Illustration: Eniola Odetunde/Axios
The inequalities in American health care extend right into the hospital: Cash-strapped safety-net hospitals treat more people of color, while wealthier facilities treat more white patients.
Why it matters: Safety-net hospitals lack the money, equipment and other resources of their more affluent counterparts, which makes providing critical care more difficult and exacerbates disparities in health outcomes.
The big picture: A majority of patients who go to safety-net hospitals are black or Hispanic; 40% are either on Medicaid or uninsured.
The other side: Wealthy hospitals, including many prominent academic medical centers, are "far less likely to serve or treat black and low-income patients even though those patients may live in their backyards," said Arrianna Planey, an incoming health policy professor at the University of North Carolina.
- An investigation by the Boston Globe in 2017 found black people in Boston "are less likely to get care at several of the city’s elite hospitals than if you are white."
- The Cleveland Clinic has expanded into a global icon for health care, but rarely cares for those in the black neighborhoods that surround its campus, Dan Diamond of Politico reported in 2017.
Between the lines: The way the federal government is bailing out hospitals for the revenues they've lost during coronavirus is exacerbating this inequality. More money is flowing to richer hospitals.
- For example, the main hospital within University of Colorado Health has gotten $79.3 million from the government's main "provider relief" fund — about the same amount as Cook County Health, Chicago's public hospital system, which predominantly treats low-income black and Hispanic people. It has gotten $77.6 million from that pot.
- The Colorado system, however, is sitting on billions of dollars in cash and investments that Chicago's safety-net hospitals don't have. Chicago has also seen a worse coronavirus outbreak.
The bottom line: Poor hospitals that treat minorities have had to rely on GoFundMe pages and beg for ventilators during the pandemic, while richer systems move ahead with new hospital construction plans.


Exercise objective
Write the entries below out again exactly; any picture in them stays out.

──────── Records to process

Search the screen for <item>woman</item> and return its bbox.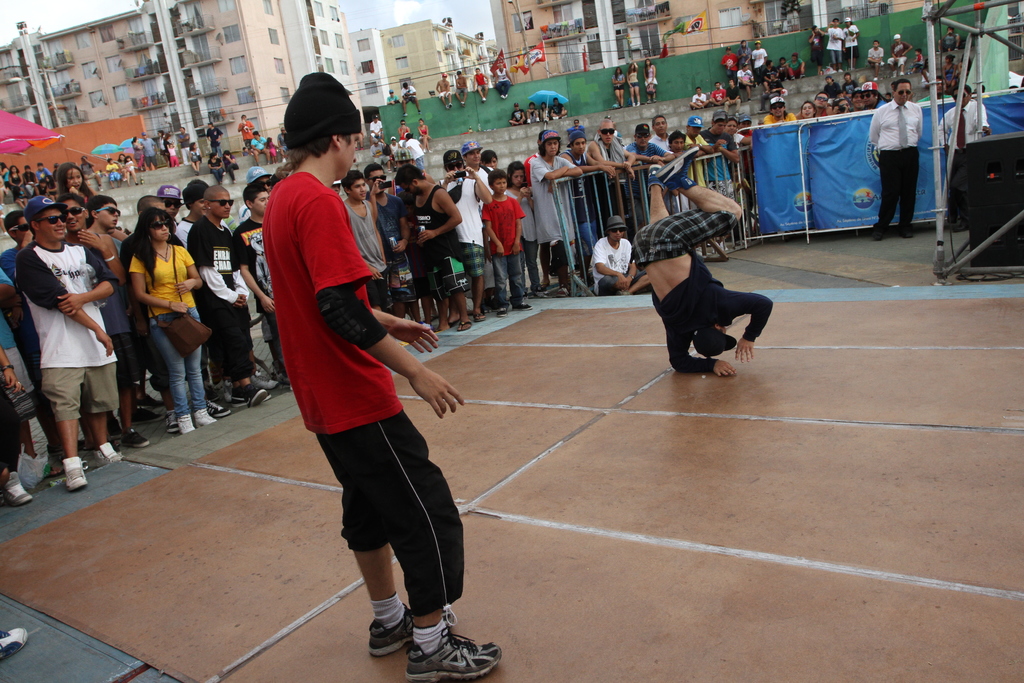
Found: (left=207, top=149, right=222, bottom=186).
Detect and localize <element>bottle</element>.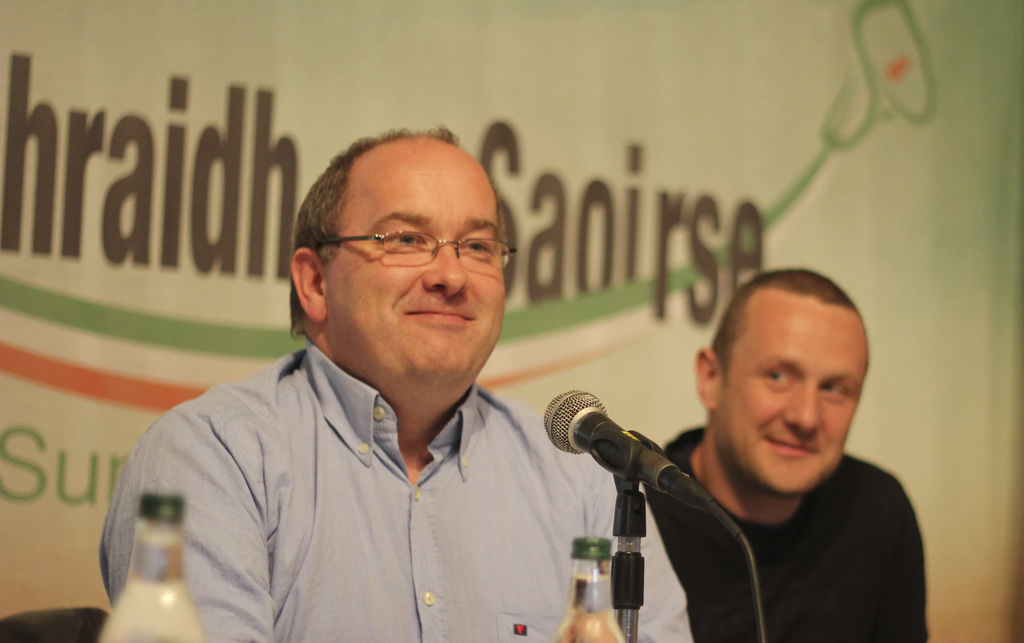
Localized at {"x1": 105, "y1": 489, "x2": 191, "y2": 631}.
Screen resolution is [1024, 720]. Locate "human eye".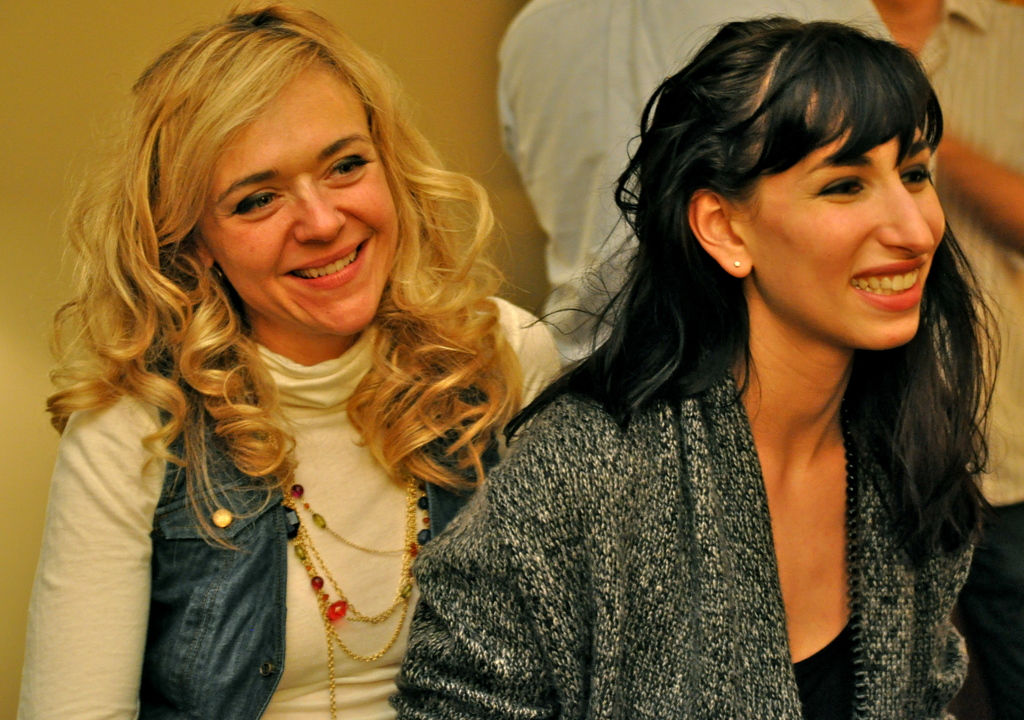
901, 165, 934, 191.
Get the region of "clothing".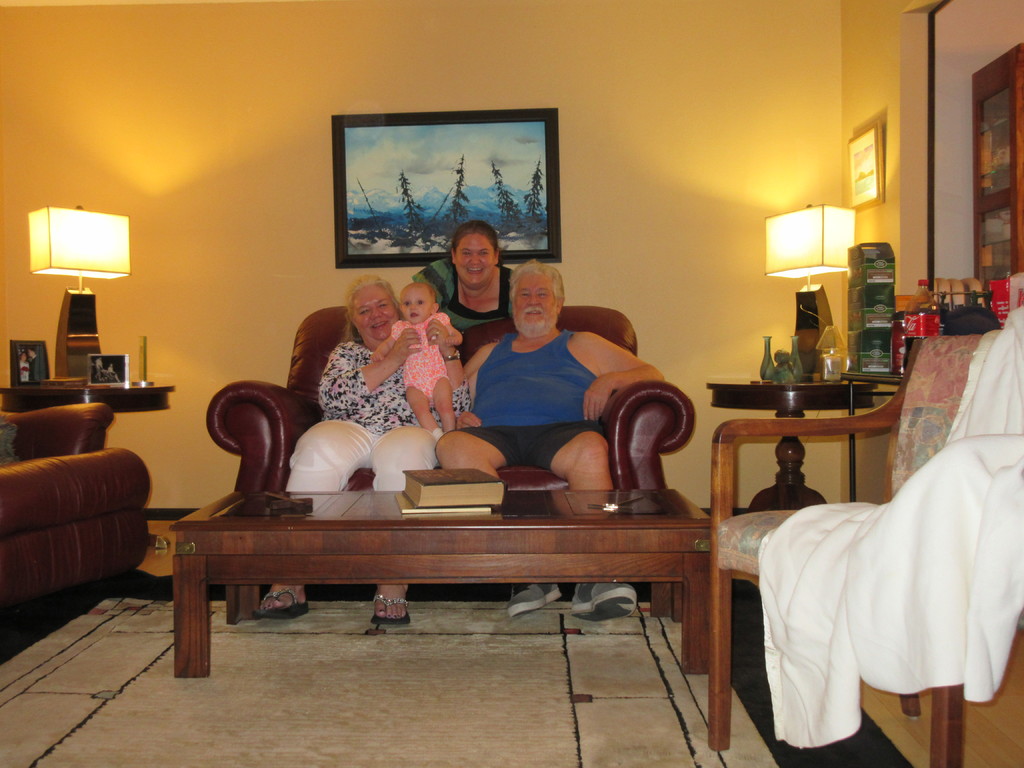
408, 261, 520, 331.
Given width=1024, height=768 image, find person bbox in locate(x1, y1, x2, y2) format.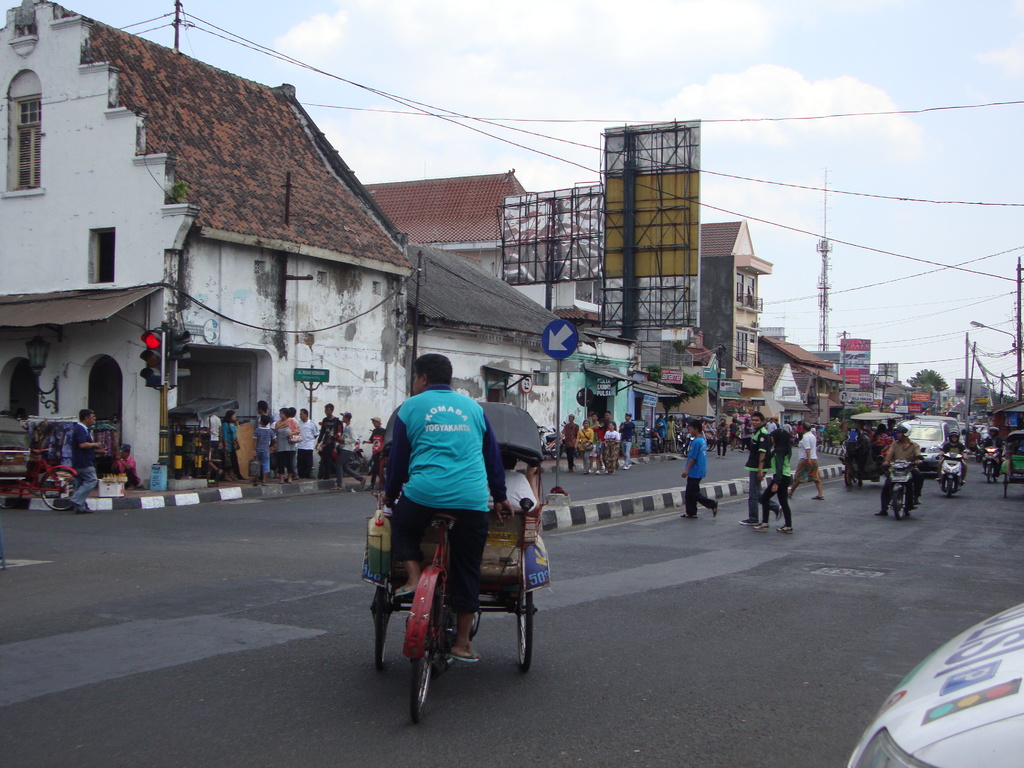
locate(316, 401, 344, 491).
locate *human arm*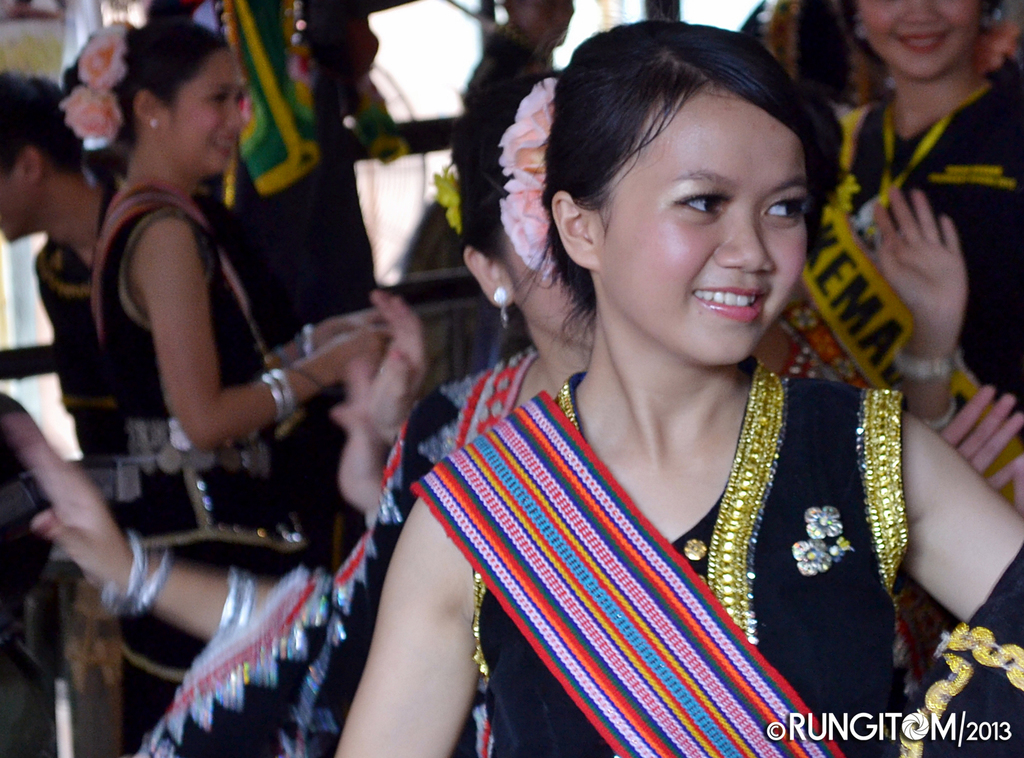
region(339, 400, 383, 524)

────────────────

Answer
Search the screen for <item>woman</item> and return its bbox.
Found: (left=207, top=149, right=222, bottom=186).
Detect and localize <element>bottle</element>.
Localized at {"x1": 105, "y1": 489, "x2": 191, "y2": 631}.
Screen resolution is [1024, 720]. Locate "human eye".
901, 165, 934, 191.
Get the region of "clothing".
408, 261, 520, 331.
Given width=1024, height=768 image, find person bbox in locate(x1, y1, x2, y2) format.
locate(316, 401, 344, 491).
locate *human arm*
region(339, 400, 383, 524)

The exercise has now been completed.